Yes, I know I’m anal and I cut myself off due to my own misgivings. I miss the rest of the girls. A lot. They are great, but at the end of it, sorry, I just felt cut off and singled out in a way. I can’t help the way I feel, and since no one else shares that feeling, I’m better off out of there I think.
I’m also the only paranormal writer in the mix, the rest write other things. It’s a romance group, so that’s what I expect to critique. Well. First chapters of a new member were Urban Fantasy, so that’s another thing. Why the HELL join a romance group - if that’s not what you write? It boggles the mind.
Yeah, I can critique it. And I did. I got slammed instantly because yeah, I was blunt. It didn’t work for me. When I asked someone else — funny, they said the same thing. Same points I made. But they didn’t post it, I did. Seeing the response I got made them not post their opinion. Therefore I was the evil nasty critiquer who doesn’t “get” it when everyone else does. (No they didn’t like it any more than I did, they were just more polite and kept stumm.)

So now that I don’t mingle there, I feel lost and lonely. I’m holding off on retiring from the group, but I know I will. It will feel like losing a lot of very good friends, but my feelings about hanging on are too strong and would make me too resentful, too… catty. God, how to tell someone you will really miss them, but you can’t stay because you know what it will turn into? That the trust toward someone just isn’t there?

That’s what it boils down to, I think. Trust. You have to trust your critique partners to do right by you, to give you their honest — even if it hurts — opinion. But you have to be able to take it as well as dish it. I can take it, hell, I had one critiquer tell me the heroine didn’t work. At all. And to go and rewrite her.
Guess what? I did. It hurt at the time, but the story is better for it.
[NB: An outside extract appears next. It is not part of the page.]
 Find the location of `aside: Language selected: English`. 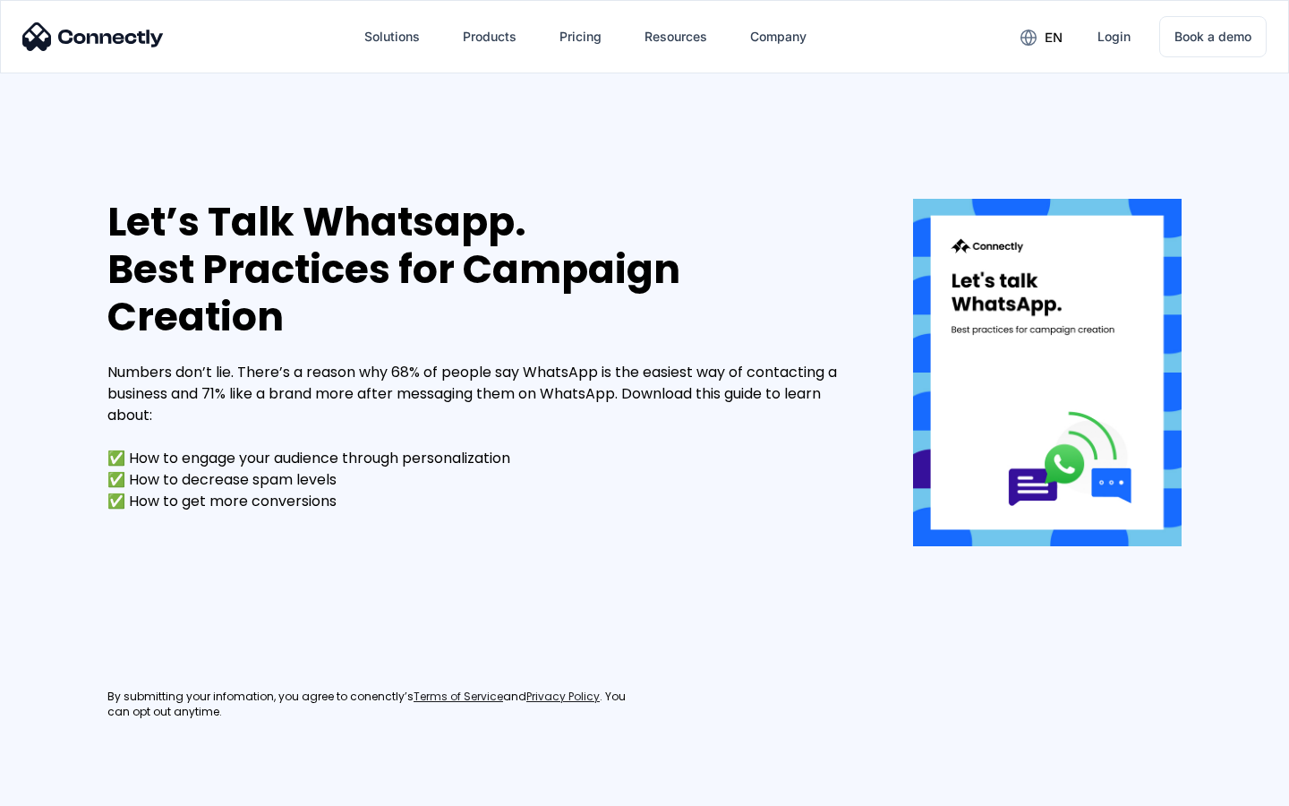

I valued her opinion, because I knew there was no animosity or anything, the trust was there for her to feel comfortable enough to tell me the truth. I ended up getting slammed for doing the same thing, btw. (Not by the same person.) That — more than anything — destroyed the faith I had in the group as a whole. I won’t present my opinion through rose tinted glasses just in case I might offend the author of the piece. If that’s what they want, then tell me not to critique their stuff. That’s fine by me, but frankly, don’t tell me off after I spend a few days going over some twenty single spaced pages and line edit.
I don’t agree with a bunch of the critiques I get, but I wouldn’t dream telling the critiquer off for their opinion. They didn’t like it, that is THEIR RIGHT. If we all liked the same authors, the same books, the same stories… we’d have no diversity. A “I don’t like this” opinion is as valuable to me as a “ooh… I like this” one. Maybe more so, because it may well be more objective. A “don’t like it” critique is like getting a bad review, I guess. We all better learn how to handle those and be gracious about it — because if we really want it bad enough and get our books published and out there… we are going to get our share of “This is crap” reviews.
However, if the trust in the group isn’t there anymore, for whatever reason… I think it’s better to leave. Even if it means you feel lonely again, even if you might never find a group that’s as great as the one you had. In the long run, I’d rather be lonely than unhappy and uncomfortable.